Neutrinos can be created in a number of ways. For example, as a product of nuclear decay or in a nuclear reaction. The sun pumps out a steady supply of neutrinos that (mostly) shoot straight through Earth. The highest energy neutrinos are created when cosmic rays strike the Earth’s atmosphere and rain neutrinos down on us, as well as in supernovae and around black holes. That means neutrino sources can point astronomers to some very interesting stellar phenomena. First we have to spot the particles, though.

The IceCube Neutrino Observatory near the south pole is perfectly positioned to filter out the noise as it searches for neutrinos. IceCube consists of 86 shafts dug 8,000 feet down into the ice. Optical detectors in these shafts look for the minuscule blink of light resulting from a neutron striking one of the nuclei in the ice, but only one out of every few trillion neutrinos will collide with anything in these shafts.

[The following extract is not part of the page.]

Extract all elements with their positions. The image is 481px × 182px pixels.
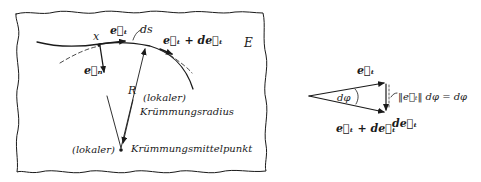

The light is actually produced by particles called muons released when a neutrino impacts the nucleus.

icecube detectors

In the past, IceCube has shown that it can detect neutrinos originating within our galaxy, but what scientists really wanted to find were neutrinos coming from sources outside the Milky Way. These so-called “cosmic neutrinos” would be very high energy and indicative of energetic cosmic events far away in space. The facility’s location in Antarctica allowed scientists to point the instrument downward, so only neutrinos passing through the Earth first would be detected. That filters out all the high-energy neutrinos produced by cosmic rays.

Neutrinos of the proper energy were found several years ago, but now the team has spent two years combing through data to prove that IceCube can tell the difference between neutrinos originating inside our galaxy and those coming from outside. To do that, the team looked for neutrinos of the same energy that seem to come from all directions at the same rate. That can only happen if the source is outside our galaxy.

The team detected more than 35,000 neutrinos between May 2010 and May 2012. Of those, 20 had enough energy to suggest they came from another galaxy. Those 20 nuetrinos came from various directions, but at the same rate observed in previous runs. The authors say that confirms it. Improved detection of these rare neutrinos could help astronomers find new objects to study — objects that are much easier to observe than the neutrinos they create.